Moderna shipment delayed

Labs completed 65,559 tests for SARS-CoV-2, the virus that causes COVID-19, and logged a provincewide positivity rate of eight per cent.

The seven-day average of daily cases climbed to 4,208, a new pandemic peak by a considerable margin.

Yaffe said this is a 36 per cent increase over last week's seven-day average.

The 29 further deaths of people with COVID-19 bring the official toll to 7,639. The seven-day average of deaths rose to 20.7 per day, a new high for the third wave of the pandemic. Ontario saw its highest seven-day average for daily deaths in January when it topped 60.

The stark figures come as Ontario learned that another shipment of COVID-19 vaccines from Moderna will be delayed. The shipment of 448,400 doses was scheduled to arrive next week, but now the province says it will not get to Ottawa until May 3 at the earliest.

Provincial officials have pointed to inconsistent deliveries of the Moderna vaccine as a key factor in the current pace of Ontario's immunization campaign.

Yesterday, two major health networks in Toronto announced they would be halting registrations or cancelling appointments entirely because of inadequate supplies of vaccines. Both the University Health Network and the Scarborough Health Network — which serve some of the hardest-hit communities in Ontario — will temporarily shutter mass vaccination clinics until more doses are distributed to their teams.

Ontario has capacity to vaccinate up to 150,000 people daily, the province's vaccine task force says, but is currently averaging about 98,000.

Public health units administered 105,430 shots yesterday, according to the Ministry of Health. A total of 339,491 people in the province have now gotten both doses of a COVID-19 vaccine.

Ontario has used 3,528,404, or about 73 per cent, of the 4,852,885 doses it has received from the federal government to date, though some 303,000 of those total doses arrived only yesterday.

That means there are about 1,324,481 unused doses of vaccines in the province, about half of which are AstraZeneca.

In a series of Twitter posts, Dr. Isaac Bogoch, an infectious disease physician and member of the vaccine task force, said that AstraZeneca is "not exactly flying off the shelves."

The vaccine is currently available for people aged 55 and older and is being distributed through about 1,400 pharmacies and also by primary care doctors in six public health units. Anecdotally, family doctors have reported having trouble filling appointments for doses of the vaccine.
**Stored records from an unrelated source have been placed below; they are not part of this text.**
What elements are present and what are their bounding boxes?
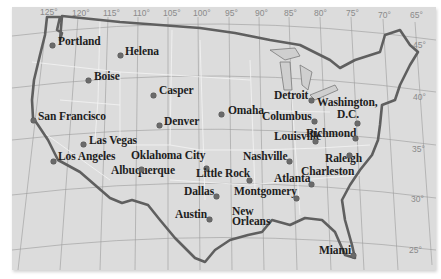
city-marker-icon (313, 139, 318, 144)
city-label: Atlanta (274, 172, 310, 184)
city-label: Las Vegas (89, 134, 137, 146)
city-label: Montgomery (234, 185, 297, 197)
city-marker-icon (81, 142, 86, 147)
latitude-tick: 40° (413, 92, 426, 102)
city-label: Los Angeles (58, 150, 115, 162)
longitude-tick: 120° (72, 8, 90, 18)
longitude-tick: 80° (314, 8, 327, 18)
city-marker-icon (287, 159, 292, 164)
longitude-tick: 95° (225, 8, 238, 18)
city-marker-icon (50, 43, 55, 48)
city-label: Helena (125, 45, 159, 57)
city-marker-icon (219, 112, 224, 117)
city-marker-icon (157, 123, 162, 128)
city-label: Raleigh (325, 152, 362, 164)
latitude-tick: 35° (412, 144, 425, 154)
city-label: Little Rock (196, 167, 250, 179)
city-label: Washington, (317, 96, 378, 108)
city-label: Orleans (232, 215, 270, 227)
longitude-tick: 90° (255, 8, 268, 18)
city-label: Austin (175, 208, 207, 220)
city-marker-icon (207, 217, 212, 222)
city-label: Columbus (262, 110, 312, 122)
city-marker-icon (214, 194, 219, 199)
city-marker-icon (139, 167, 144, 172)
city-label: Boise (94, 70, 120, 82)
longitude-tick: 125° (40, 7, 58, 17)
city-label: Detroit (274, 89, 308, 101)
city-marker-icon (355, 121, 360, 126)
city-marker-icon (309, 98, 314, 103)
city-marker-icon (31, 118, 36, 123)
longitude-tick: 85° (284, 8, 297, 18)
city-label: Denver (164, 115, 199, 127)
city-label: Portland (58, 35, 101, 47)
city-label: Oklahoma City (131, 149, 205, 161)
city-marker-icon (51, 159, 56, 164)
city-marker-icon (86, 78, 91, 83)
longitude-tick: 70° (378, 10, 391, 20)
longitude-tick: 100° (193, 8, 211, 18)
city-label: San Francisco (38, 110, 106, 122)
city-marker-icon (347, 153, 352, 158)
city-label: Casper (159, 84, 194, 96)
city-marker-icon (247, 178, 252, 183)
longitude-tick: 110° (133, 8, 150, 18)
city-label: Miami (319, 244, 351, 256)
city-label: Nashville (243, 150, 287, 162)
city-label: Dallas (184, 185, 214, 197)
city-marker-icon (312, 119, 317, 124)
city-marker-icon (353, 136, 358, 141)
city-marker-icon (118, 53, 123, 58)
longitude-tick: 105° (163, 8, 181, 18)
longitude-tick: 75° (346, 8, 359, 18)
city-marker-icon (294, 196, 299, 201)
city-marker-icon (309, 182, 314, 187)
city-marker-icon (151, 93, 156, 98)
latitude-tick: 45° (413, 40, 426, 50)
city-label: D.C. (337, 108, 359, 120)
city-label: Omaha (228, 104, 264, 116)
city-marker-icon (351, 253, 356, 258)
latitude-tick: 25° (409, 245, 422, 255)
longitude-tick: 65° (410, 10, 423, 20)
latitude-tick: 30° (411, 194, 424, 204)
longitude-tick: 115° (103, 8, 120, 18)
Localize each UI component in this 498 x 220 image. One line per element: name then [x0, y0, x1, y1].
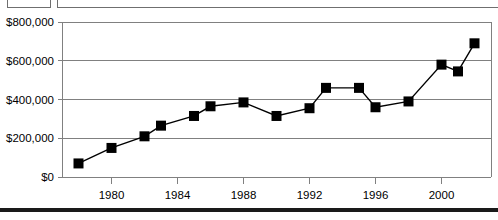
x-tick-label: 1996 [363, 189, 389, 201]
data-point-marker [470, 38, 480, 48]
chart-background [0, 10, 498, 210]
bottom-rule [0, 208, 498, 212]
data-point-marker [239, 97, 249, 107]
data-point-marker [321, 83, 331, 93]
line-chart: $0$200,000$400,000$600,000$800,000 19801… [0, 10, 498, 210]
table-horizontal-divider [57, 7, 498, 8]
data-point-marker [371, 102, 381, 112]
x-tick-label: 1984 [165, 189, 191, 201]
y-tick-label: $800,000 [6, 16, 54, 28]
data-point-marker [354, 83, 364, 93]
y-tick-label: $200,000 [6, 132, 54, 144]
data-point-marker [140, 131, 150, 141]
x-tick-label: 1988 [231, 189, 257, 201]
cropped-table-strip [0, 0, 498, 10]
data-point-marker [453, 66, 463, 76]
data-point-marker [107, 143, 117, 153]
data-point-marker [437, 60, 447, 70]
x-tick-label: 1992 [297, 189, 323, 201]
data-point-marker [74, 158, 84, 168]
x-tick-label: 2000 [429, 189, 455, 201]
x-tick-label: 1980 [99, 189, 125, 201]
y-tick-label: $0 [41, 171, 54, 183]
data-point-marker [305, 103, 315, 113]
data-point-marker [189, 111, 199, 121]
data-point-marker [156, 121, 166, 131]
data-point-marker [206, 101, 216, 111]
table-cell-box [7, 0, 51, 8]
data-point-marker [272, 111, 282, 121]
chart-svg: $0$200,000$400,000$600,000$800,000 19801… [0, 10, 498, 210]
y-tick-label: $400,000 [6, 94, 54, 106]
y-tick-label: $600,000 [6, 55, 54, 67]
data-point-marker [404, 96, 414, 106]
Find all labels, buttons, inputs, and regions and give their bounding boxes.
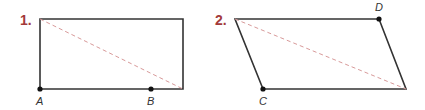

The AstraZeneca product has been linked to rare but serious blood clots. The first instance in Canada was reported on Tuesday.

Variants outpacing vaccinations

Ontario's COVID-19 science advisory table, a group of experts that informs the government's pandemic response, has repeatedly warned that the spread of variants of concern is vastly outpacing the immunization effort. The group says that variants account for about 65 per cent of all new cases in the province, though that figure is likely an underestimate due to delays in testing and lab work.

Local health officials in the Grey Bruce Health Unit, located about 100 kilometres northwest of Toronto on the shores of Lake Huron, are telling residents to stay home for the next two days as variants of concern surge in the region of about 162,000 people. They say the move is necessary after 70 new cases were confirmed in the region in the past 36 hours.

Officials are also shutting down the Grey Bruce Health Unit information line and cancelling a mass vaccination clinic planned for Saturday to redeploy staff to case management and contact tracing.